Not pinning versions
Risk: silent upgrades change results. Fix: pin with == and commit requirements.txt; rebuild with -r.
Mixing environments
Symptom: python uses a different interpreter than pip. Self-check: run which python and which pip (or where on Windows). They should both point inside your venv.
Forgetting Jupyter kernel binding
Symptom: notebook imports differ from terminal. Fix: install ipykernel in the venv and select the correct kernel.
Upgrading everything at once
Risk: large surface area for breakage.
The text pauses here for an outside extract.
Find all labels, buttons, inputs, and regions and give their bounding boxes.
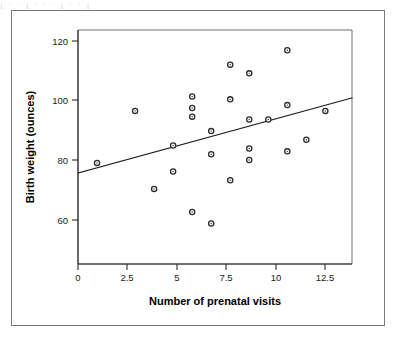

Fix: use constraints.txt and upgrade one package at a time with tests.
Practical projects
- Reproducible notebook: Train a small classifier on Iris, freeze requirements, and rebuild environment on a second venv to verify identical accuracy.
- Controlled upgrade: Start with a working pandas-based feature pipeline, then upgrade pandas using constraints.txt and ensure unit tests still pass.
- Team handoff: Package a minimal inference script and requirements.txt that a teammate can run in a fresh venv to replicate your predictions.
Next steps
- Automate environment setup with a simple setup script (create venv, install -r)
- Add pre-commit checks to prevent accidental unpinned installs
- Learn packaging basics (pyproject.toml) when turning code into reusable modules
Mini challenge
Create a tiny ML project that trains LogisticRegression on Iris. Pin versions, save requirements.txt, and write a short README with 3 commands: create venv, install -r, run script. Ask a peer to reproduce the same accuracy (±1e-6). If results differ, investigate differences in Python version, BLAS, or package pins.